When I successfully export Google Tiles as an output, it seems to work fine in Google Earth as long as I launch the .kml from the default location for my Pix4D project on my machine. However, if I move this google tile bundle to a shared network folder, the .kml link to the associated image tile files and kmls are broken…it seems to have a hard path to the original export path. Is this the intent? You can’t share this to others?
To share the KML file, it is needed to share both the KML file and the tiles of the different zoom levels stored in folders. If only the KML file is shared, Google Earth will focus on the area, but the tiles will not be loaded. To share KML file and all zoom levels, it is convenient to create a KMZ file: a compressed version of the KML file. The KMZ file contains all the tiles and coordinate information needed to load the data. Could you try this and let me know whether it solved your problem?
Yes I saved all files from the 3_dsm_ortho\2_mosaic\google tiles folder. It will not load the tiles from the server location…only the C drive where they were outputted to. I am happy to try to make a .kmz file…is there a procedure I can follow to bundle them in .kmz format?
I agree with Michael. I have followed your attached procedure and once you move the the \google tiles folder, it no longer shows the imagery in google earth. I have compressed the folder (KML along with all subfolders) into a KMZ and it will open as long as the KMZ is located within my 3_dsm_ortho folder, but as soon as the KMZ is moved to a shared location, the imagery is no longer visible on google earth.
I do not know what I am missing but it is proving to be a nightmare to try and share pix4d Ortho with non pix4d users.
Thank you for letting us know that our article was not straightforward enough.
I updated our instruction. The missing step is covered here:
The recipient has to uncompress the folder on his computer. The file can then be opened by double-clicking the kml file or by dragging and dropping it into Google Earth.
If a recipient attempts to open the file from the shared file, s/he may run into issues.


For this exercise, copy all the data exactly and include none of the pictures.

##### Dataset extract

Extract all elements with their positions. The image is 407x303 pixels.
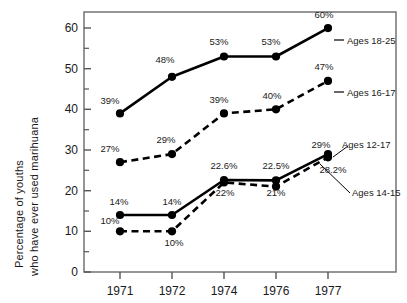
point-label: 14% — [162, 196, 182, 207]
point-label: 29% — [156, 134, 176, 145]
y-tick-label: 30 — [65, 143, 79, 157]
data-point — [116, 109, 124, 117]
data-point — [220, 178, 228, 186]
chart-container: 0 10 20 30 40 50 60 1971 1972 1974 1976 … — [0, 0, 407, 303]
point-label: 28.2% — [320, 164, 347, 175]
point-label: 22.5% — [263, 160, 290, 171]
y-axis-title-line1: Percentage of youths — [13, 160, 25, 268]
data-point — [272, 105, 280, 113]
point-label: 22% — [215, 187, 235, 198]
y-axis-title-line2: who have ever used marihuana — [28, 117, 40, 276]
x-axis-tick-labels: 1971 1972 1974 1976 1977 — [107, 284, 342, 298]
point-label: 22.6% — [211, 160, 238, 171]
point-label: 39% — [100, 95, 120, 106]
series-ages-18-25: 39% 48% 53% 53% 60% Ages 18-25 — [100, 9, 395, 118]
point-label: 21% — [266, 187, 286, 198]
y-axis-tick-labels: 0 10 20 30 40 50 60 — [65, 21, 79, 279]
point-label: 60% — [314, 9, 334, 20]
point-label: 14% — [109, 196, 129, 207]
x-tick-label: 1976 — [263, 284, 290, 298]
point-label: 53% — [209, 36, 229, 47]
series-label-ages-18-25: Ages 18-25 — [347, 35, 396, 46]
data-point — [168, 227, 176, 235]
series-ages-12-17: 14% 14% 22.6% 22.5% 29% Ages 12-17 — [109, 139, 390, 219]
data-point — [168, 150, 176, 158]
series-label-ages-12-17: Ages 12-17 — [342, 139, 391, 150]
x-tick-label: 1972 — [159, 284, 186, 298]
y-tick-label: 10 — [65, 224, 79, 238]
point-label: 47% — [314, 61, 334, 72]
point-label: 53% — [261, 36, 281, 47]
x-tick-label: 1971 — [107, 284, 134, 298]
data-point — [220, 52, 228, 60]
y-tick-label: 0 — [71, 265, 78, 279]
data-point — [324, 153, 332, 161]
x-axis-ticks — [120, 272, 328, 279]
data-point — [168, 73, 176, 81]
point-label: 10% — [164, 237, 184, 248]
y-tick-label: 60 — [65, 21, 79, 35]
point-label: 40% — [262, 90, 282, 101]
point-label: 10% — [100, 215, 120, 226]
data-point — [324, 77, 332, 85]
line-chart: 0 10 20 30 40 50 60 1971 1972 1974 1976 … — [0, 0, 407, 303]
series-ages-16-17: 27% 29% 39% 40% 47% Ages 16-17 — [100, 61, 395, 166]
data-point — [168, 211, 176, 219]
data-point — [116, 227, 124, 235]
point-label: 29% — [311, 139, 331, 150]
data-point — [324, 24, 332, 32]
series-label-ages-16-17: Ages 16-17 — [347, 87, 396, 98]
series-label-ages-14-15: Ages 14-15 — [352, 187, 401, 198]
y-tick-label: 40 — [65, 102, 79, 116]
y-tick-label: 20 — [65, 184, 79, 198]
x-tick-label: 1977 — [315, 284, 342, 298]
point-label: 39% — [209, 94, 229, 105]
data-point — [116, 158, 124, 166]
series-ages-14-15: 10% 10% 22% 21% 28.2% Ages 14-15 — [100, 153, 400, 248]
data-point — [272, 52, 280, 60]
data-point — [220, 109, 228, 117]
y-tick-label: 50 — [65, 62, 79, 76]
y-axis-major-ticks — [84, 28, 91, 272]
point-label: 48% — [155, 54, 175, 65]
x-tick-label: 1974 — [211, 284, 238, 298]
point-label: 27% — [100, 143, 120, 154]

##########

◆ **Your solution**
Extract all elements with their positions. The image is 407x303 pixels.
point-label: 14% — [162, 196, 182, 207]
point-label: 29% — [156, 134, 176, 145]
y-tick-label: 30 — [65, 143, 79, 157]
data-point — [116, 109, 124, 117]
data-point — [220, 178, 228, 186]
chart-container: 0 10 20 30 40 50 60 1971 1972 1974 1976 … — [0, 0, 407, 303]
point-label: 28.2% — [320, 164, 347, 175]
point-label: 22.5% — [263, 160, 290, 171]
y-axis-title-line1: Percentage of youths — [13, 160, 25, 268]
data-point — [272, 105, 280, 113]
point-label: 22% — [215, 187, 235, 198]
y-axis-title-line2: who have ever used marihuana — [28, 117, 40, 276]
x-axis-tick-labels: 1971 1972 1974 1976 1977 — [107, 284, 342, 298]
point-label: 22.6% — [211, 160, 238, 171]
point-label: 39% — [100, 95, 120, 106]
series-ages-18-25: 39% 48% 53% 53% 60% Ages 18-25 — [100, 9, 395, 118]
point-label: 21% — [266, 187, 286, 198]
y-axis-tick-labels: 0 10 20 30 40 50 60 — [65, 21, 79, 279]
point-label: 60% — [314, 9, 334, 20]
point-label: 14% — [109, 196, 129, 207]
x-tick-label: 1976 — [263, 284, 290, 298]
point-label: 53% — [209, 36, 229, 47]
series-label-ages-18-25: Ages 18-25 — [347, 35, 396, 46]
data-point — [168, 227, 176, 235]
series-ages-12-17: 14% 14% 22.6% 22.5% 29% Ages 12-17 — [109, 139, 390, 219]
data-point — [168, 150, 176, 158]
series-label-ages-12-17: Ages 12-17 — [342, 139, 391, 150]
x-tick-label: 1972 — [159, 284, 186, 298]
y-tick-label: 10 — [65, 224, 79, 238]
point-label: 47% — [314, 61, 334, 72]
point-label: 53% — [261, 36, 281, 47]
x-tick-label: 1971 — [107, 284, 134, 298]
data-point — [220, 52, 228, 60]
y-tick-label: 0 — [71, 265, 78, 279]
data-point — [324, 153, 332, 161]
x-axis-ticks — [120, 272, 328, 279]
data-point — [168, 73, 176, 81]
point-label: 10% — [164, 237, 184, 248]
y-tick-label: 60 — [65, 21, 79, 35]
point-label: 40% — [262, 90, 282, 101]
point-label: 10% — [100, 215, 120, 226]
data-point — [324, 77, 332, 85]
line-chart: 0 10 20 30 40 50 60 1971 1972 1974 1976 … — [0, 0, 407, 303]
series-ages-16-17: 27% 29% 39% 40% 47% Ages 16-17 — [100, 61, 395, 166]
data-point — [168, 211, 176, 219]
data-point — [116, 227, 124, 235]
point-label: 29% — [311, 139, 331, 150]
data-point — [324, 24, 332, 32]
series-label-ages-16-17: Ages 16-17 — [347, 87, 396, 98]
series-label-ages-14-15: Ages 14-15 — [352, 187, 401, 198]
y-tick-label: 40 — [65, 102, 79, 116]
y-tick-label: 20 — [65, 184, 79, 198]
x-tick-label: 1977 — [315, 284, 342, 298]
point-label: 39% — [209, 94, 229, 105]
data-point — [116, 158, 124, 166]
series-ages-14-15: 10% 10% 22% 21% 28.2% Ages 14-15 — [100, 153, 400, 248]
data-point — [272, 52, 280, 60]
data-point — [220, 109, 228, 117]
y-tick-label: 50 — [65, 62, 79, 76]
y-axis-major-ticks — [84, 28, 91, 272]
point-label: 48% — [155, 54, 175, 65]
x-tick-label: 1974 — [211, 284, 238, 298]
point-label: 27% — [100, 143, 120, 154]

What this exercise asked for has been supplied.